The agricultural sector of the U.S. economy experienced fundamental changes throughout the twentieth century. As the concentration of landownership and mechanization increased, the mythologized vision of a Jeffersonian“family farm” increasingly gave way to industrialized agriculture—characterized by large-scale agribusiness operations and dependent on a racialized labor force. All the while, agribusiness elites across the country used their economic, political, and social power to influence the development of agrocapitalism to suit their interests. By probing the business, labor, and political history of agriculture during this period, this panel demonstrates the diverse strategies that agribusiness elites employed to retain and further strengthen their domination over the industry.
Three researchers make up this panel, and each presentation focuses on a particular case study to illuminate larger trends in agribusiness history. Cristian Roberto Walk begins by complicating the monolithic category of an agribusiness elite. In analyzing the class divisions among the growers during the Ventura County Citrus Strike of 1941—one of the longest agricultural strikes in U.S. history—he reveals how the largest growers used their power to enforce class cohesion in a successful effort to stave off the demands of Mexican American farmworkers. Next, Dr. Victoria Saker Woeste forces us to reconsider the role that the ideology of the “family farm” has played in twentieth century politics. She uses the 1945 repeal of the Farm Security Administration to show how strongly Congress believed that the key to maintaining democracy was to encourage fee simple ownership. This resulted in the encouragement of state structures that slowly but firmly discouraged what remained of small-scale, non-ownership farming. Finally, Devin Jerome probes how agribusiness elites maneuver labor markets amidst extraordinary political and economic change during and in the immediate aftermath of World War II. He provides crucial insights into how Mississippi and Arkansas cotton planters gradually came to rely on Mexican guest workers furnished by the Bracero Program. As Jerome argues, Delta planters increasingly came to prefer highly-mobile racialized migrant guest workers over permanent racialized tenant farmers.
Though eclectic in regional focus, source work, and categories of analysis, each panelist is chiefly interested in how agribusiness elites have shaped capitalism in the United States. All three are also intimately concerned with the relationship between agribusiness and democracy—and its consequences for American society.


Task to carry out: Retype all data exactly as given. Pictures should not be retyped.

[Figure collection entries]
=====

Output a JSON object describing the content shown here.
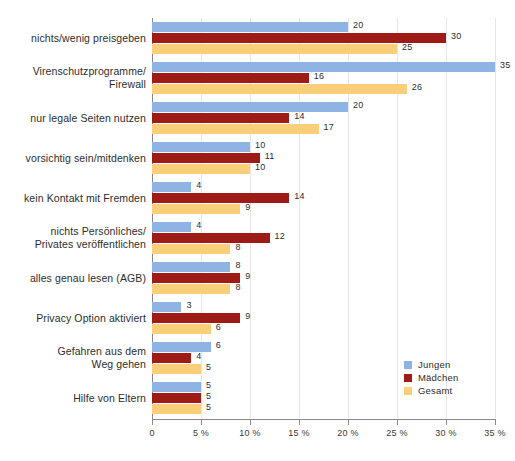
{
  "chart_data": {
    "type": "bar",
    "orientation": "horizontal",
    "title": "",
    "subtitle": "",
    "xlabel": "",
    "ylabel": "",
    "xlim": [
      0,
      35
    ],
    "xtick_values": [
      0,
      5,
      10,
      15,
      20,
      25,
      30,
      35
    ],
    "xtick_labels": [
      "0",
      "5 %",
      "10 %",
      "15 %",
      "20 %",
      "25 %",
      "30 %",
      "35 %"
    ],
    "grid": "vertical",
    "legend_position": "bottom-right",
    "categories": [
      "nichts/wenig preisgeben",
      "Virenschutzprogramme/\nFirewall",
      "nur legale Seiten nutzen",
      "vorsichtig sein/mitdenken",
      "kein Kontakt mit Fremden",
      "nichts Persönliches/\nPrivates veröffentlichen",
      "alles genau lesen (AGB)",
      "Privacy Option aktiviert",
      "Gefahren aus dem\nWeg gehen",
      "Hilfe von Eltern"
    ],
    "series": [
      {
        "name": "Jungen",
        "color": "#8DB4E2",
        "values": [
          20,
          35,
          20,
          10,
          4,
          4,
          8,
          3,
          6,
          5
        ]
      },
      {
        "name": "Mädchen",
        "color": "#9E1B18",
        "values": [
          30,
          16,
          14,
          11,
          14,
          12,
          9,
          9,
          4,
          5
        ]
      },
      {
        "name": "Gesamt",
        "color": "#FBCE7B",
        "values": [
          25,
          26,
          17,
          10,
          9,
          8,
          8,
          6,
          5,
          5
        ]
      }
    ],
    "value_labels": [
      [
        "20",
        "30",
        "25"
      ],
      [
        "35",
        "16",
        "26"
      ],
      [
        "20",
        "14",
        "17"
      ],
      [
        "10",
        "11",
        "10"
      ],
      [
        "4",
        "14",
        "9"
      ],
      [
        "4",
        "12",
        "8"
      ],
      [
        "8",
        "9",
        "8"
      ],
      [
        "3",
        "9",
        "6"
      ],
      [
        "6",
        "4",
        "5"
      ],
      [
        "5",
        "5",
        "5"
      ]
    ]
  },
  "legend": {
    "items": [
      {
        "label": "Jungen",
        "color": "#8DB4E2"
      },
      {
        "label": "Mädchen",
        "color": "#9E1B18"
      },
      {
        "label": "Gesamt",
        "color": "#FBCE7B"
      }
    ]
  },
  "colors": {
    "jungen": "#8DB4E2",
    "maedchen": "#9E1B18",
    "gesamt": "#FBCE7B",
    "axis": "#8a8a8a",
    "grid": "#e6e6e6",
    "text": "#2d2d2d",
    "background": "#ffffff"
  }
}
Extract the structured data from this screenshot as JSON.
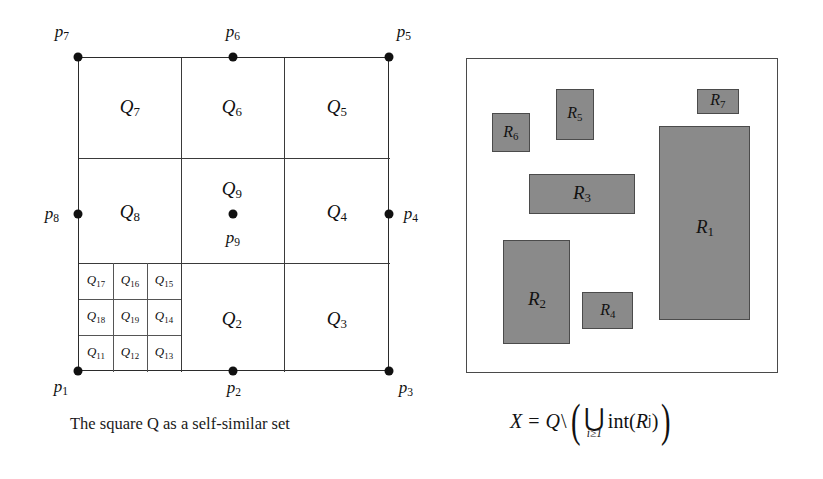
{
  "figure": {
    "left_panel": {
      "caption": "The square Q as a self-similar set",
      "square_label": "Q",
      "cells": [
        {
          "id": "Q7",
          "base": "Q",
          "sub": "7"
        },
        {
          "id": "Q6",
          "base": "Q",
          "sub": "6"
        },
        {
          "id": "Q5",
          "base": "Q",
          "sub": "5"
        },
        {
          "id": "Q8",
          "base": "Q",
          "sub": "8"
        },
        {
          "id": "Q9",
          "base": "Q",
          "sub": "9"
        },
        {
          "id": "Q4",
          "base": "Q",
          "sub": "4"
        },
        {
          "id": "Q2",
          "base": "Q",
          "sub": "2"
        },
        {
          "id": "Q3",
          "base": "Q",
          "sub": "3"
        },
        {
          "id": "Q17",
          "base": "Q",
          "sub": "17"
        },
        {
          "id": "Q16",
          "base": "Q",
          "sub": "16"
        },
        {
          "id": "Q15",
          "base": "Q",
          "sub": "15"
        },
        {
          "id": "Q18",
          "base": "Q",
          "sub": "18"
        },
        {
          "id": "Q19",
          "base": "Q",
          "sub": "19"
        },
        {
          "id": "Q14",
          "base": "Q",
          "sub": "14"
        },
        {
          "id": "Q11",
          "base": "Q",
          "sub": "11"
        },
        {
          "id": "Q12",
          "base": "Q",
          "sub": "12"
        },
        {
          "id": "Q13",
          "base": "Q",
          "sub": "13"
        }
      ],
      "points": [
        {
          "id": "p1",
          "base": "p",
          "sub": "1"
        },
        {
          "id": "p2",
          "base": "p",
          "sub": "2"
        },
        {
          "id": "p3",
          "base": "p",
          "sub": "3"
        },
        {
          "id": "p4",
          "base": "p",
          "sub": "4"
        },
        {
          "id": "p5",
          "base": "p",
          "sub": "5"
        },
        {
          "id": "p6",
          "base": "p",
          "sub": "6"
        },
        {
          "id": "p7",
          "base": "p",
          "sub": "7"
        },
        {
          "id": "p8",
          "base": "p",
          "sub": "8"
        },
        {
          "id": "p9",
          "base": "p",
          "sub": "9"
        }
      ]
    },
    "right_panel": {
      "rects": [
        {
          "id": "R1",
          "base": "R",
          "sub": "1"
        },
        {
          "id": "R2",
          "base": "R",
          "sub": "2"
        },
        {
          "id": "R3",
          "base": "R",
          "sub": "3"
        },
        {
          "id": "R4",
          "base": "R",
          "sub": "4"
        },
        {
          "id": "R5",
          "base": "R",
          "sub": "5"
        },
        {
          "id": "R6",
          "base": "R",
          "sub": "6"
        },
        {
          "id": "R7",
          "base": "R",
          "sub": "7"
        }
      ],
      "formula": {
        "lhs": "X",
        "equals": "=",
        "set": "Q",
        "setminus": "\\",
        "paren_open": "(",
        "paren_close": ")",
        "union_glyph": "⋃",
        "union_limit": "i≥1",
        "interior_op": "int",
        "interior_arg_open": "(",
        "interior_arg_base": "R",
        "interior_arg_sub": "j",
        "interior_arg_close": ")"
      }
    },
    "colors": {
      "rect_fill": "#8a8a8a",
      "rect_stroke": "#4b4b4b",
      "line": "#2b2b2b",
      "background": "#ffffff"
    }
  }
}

=====

Written answer:
Output a JSON object describing the content shown here.
{
  "chart_data": {
    "type": "bar",
    "orientation": "horizontal",
    "title": "",
    "subtitle": "",
    "xlabel": "",
    "ylabel": "",
    "xlim": [
      0,
      35
    ],
    "xtick_values": [
      0,
      5,
      10,
      15,
      20,
      25,
      30,
      35
    ],
    "xtick_labels": [
      "0",
      "5 %",
      "10 %",
      "15 %",
      "20 %",
      "25 %",
      "30 %",
      "35 %"
    ],
    "grid": "vertical",
    "legend_position": "bottom-right",
    "categories": [
      "nichts/wenig preisgeben",
      "Virenschutzprogramme/\nFirewall",
      "nur legale Seiten nutzen",
      "vorsichtig sein/mitdenken",
      "kein Kontakt mit Fremden",
      "nichts Persönliches/\nPrivates veröffentlichen",
      "alles genau lesen (AGB)",
      "Privacy Option aktiviert",
      "Gefahren aus dem\nWeg gehen",
      "Hilfe von Eltern"
    ],
    "series": [
      {
        "name": "Jungen",
        "color": "#8DB4E2",
        "values": [
          20,
          35,
          20,
          10,
          4,
          4,
          8,
          3,
          6,
          5
        ]
      },
      {
        "name": "Mädchen",
        "color": "#9E1B18",
        "values": [
          30,
          16,
          14,
          11,
          14,
          12,
          9,
          9,
          4,
          5
        ]
      },
      {
        "name": "Gesamt",
        "color": "#FBCE7B",
        "values": [
          25,
          26,
          17,
          10,
          9,
          8,
          8,
          6,
          5,
          5
        ]
      }
    ],
    "value_labels": [
      [
        "20",
        "30",
        "25"
      ],
      [
        "35",
        "16",
        "26"
      ],
      [
        "20",
        "14",
        "17"
      ],
      [
        "10",
        "11",
        "10"
      ],
      [
        "4",
        "14",
        "9"
      ],
      [
        "4",
        "12",
        "8"
      ],
      [
        "8",
        "9",
        "8"
      ],
      [
        "3",
        "9",
        "6"
      ],
      [
        "6",
        "4",
        "5"
      ],
      [
        "5",
        "5",
        "5"
      ]
    ]
  },
  "legend": {
    "items": [
      {
        "label": "Jungen",
        "color": "#8DB4E2"
      },
      {
        "label": "Mädchen",
        "color": "#9E1B18"
      },
      {
        "label": "Gesamt",
        "color": "#FBCE7B"
      }
    ]
  },
  "colors": {
    "jungen": "#8DB4E2",
    "maedchen": "#9E1B18",
    "gesamt": "#FBCE7B",
    "axis": "#8a8a8a",
    "grid": "#e6e6e6",
    "text": "#2d2d2d",
    "background": "#ffffff"
  }
}
Extract the structured data from this screenshot as JSON.
{
  "figure": {
    "left_panel": {
      "caption": "The square Q as a self-similar set",
      "square_label": "Q",
      "cells": [
        {
          "id": "Q7",
          "base": "Q",
          "sub": "7"
        },
        {
          "id": "Q6",
          "base": "Q",
          "sub": "6"
        },
        {
          "id": "Q5",
          "base": "Q",
          "sub": "5"
        },
        {
          "id": "Q8",
          "base": "Q",
          "sub": "8"
        },
        {
          "id": "Q9",
          "base": "Q",
          "sub": "9"
        },
        {
          "id": "Q4",
          "base": "Q",
          "sub": "4"
        },
        {
          "id": "Q2",
          "base": "Q",
          "sub": "2"
        },
        {
          "id": "Q3",
          "base": "Q",
          "sub": "3"
        },
        {
          "id": "Q17",
          "base": "Q",
          "sub": "17"
        },
        {
          "id": "Q16",
          "base": "Q",
          "sub": "16"
        },
        {
          "id": "Q15",
          "base": "Q",
          "sub": "15"
        },
        {
          "id": "Q18",
          "base": "Q",
          "sub": "18"
        },
        {
          "id": "Q19",
          "base": "Q",
          "sub": "19"
        },
        {
          "id": "Q14",
          "base": "Q",
          "sub": "14"
        },
        {
          "id": "Q11",
          "base": "Q",
          "sub": "11"
        },
        {
          "id": "Q12",
          "base": "Q",
          "sub": "12"
        },
        {
          "id": "Q13",
          "base": "Q",
          "sub": "13"
        }
      ],
      "points": [
        {
          "id": "p1",
          "base": "p",
          "sub": "1"
        },
        {
          "id": "p2",
          "base": "p",
          "sub": "2"
        },
        {
          "id": "p3",
          "base": "p",
          "sub": "3"
        },
        {
          "id": "p4",
          "base": "p",
          "sub": "4"
        },
        {
          "id": "p5",
          "base": "p",
          "sub": "5"
        },
        {
          "id": "p6",
          "base": "p",
          "sub": "6"
        },
        {
          "id": "p7",
          "base": "p",
          "sub": "7"
        },
        {
          "id": "p8",
          "base": "p",
          "sub": "8"
        },
        {
          "id": "p9",
          "base": "p",
          "sub": "9"
        }
      ]
    },
    "right_panel": {
      "rects": [
        {
          "id": "R1",
          "base": "R",
          "sub": "1"
        },
        {
          "id": "R2",
          "base": "R",
          "sub": "2"
        },
        {
          "id": "R3",
          "base": "R",
          "sub": "3"
        },
        {
          "id": "R4",
          "base": "R",
          "sub": "4"
        },
        {
          "id": "R5",
          "base": "R",
          "sub": "5"
        },
        {
          "id": "R6",
          "base": "R",
          "sub": "6"
        },
        {
          "id": "R7",
          "base": "R",
          "sub": "7"
        }
      ],
      "formula": {
        "lhs": "X",
        "equals": "=",
        "set": "Q",
        "setminus": "\\",
        "paren_open": "(",
        "paren_close": ")",
        "union_glyph": "⋃",
        "union_limit": "i≥1",
        "interior_op": "int",
        "interior_arg_open": "(",
        "interior_arg_base": "R",
        "interior_arg_sub": "j",
        "interior_arg_close": ")"
      }
    },
    "colors": {
      "rect_fill": "#8a8a8a",
      "rect_stroke": "#4b4b4b",
      "line": "#2b2b2b",
      "background": "#ffffff"
    }
  }
}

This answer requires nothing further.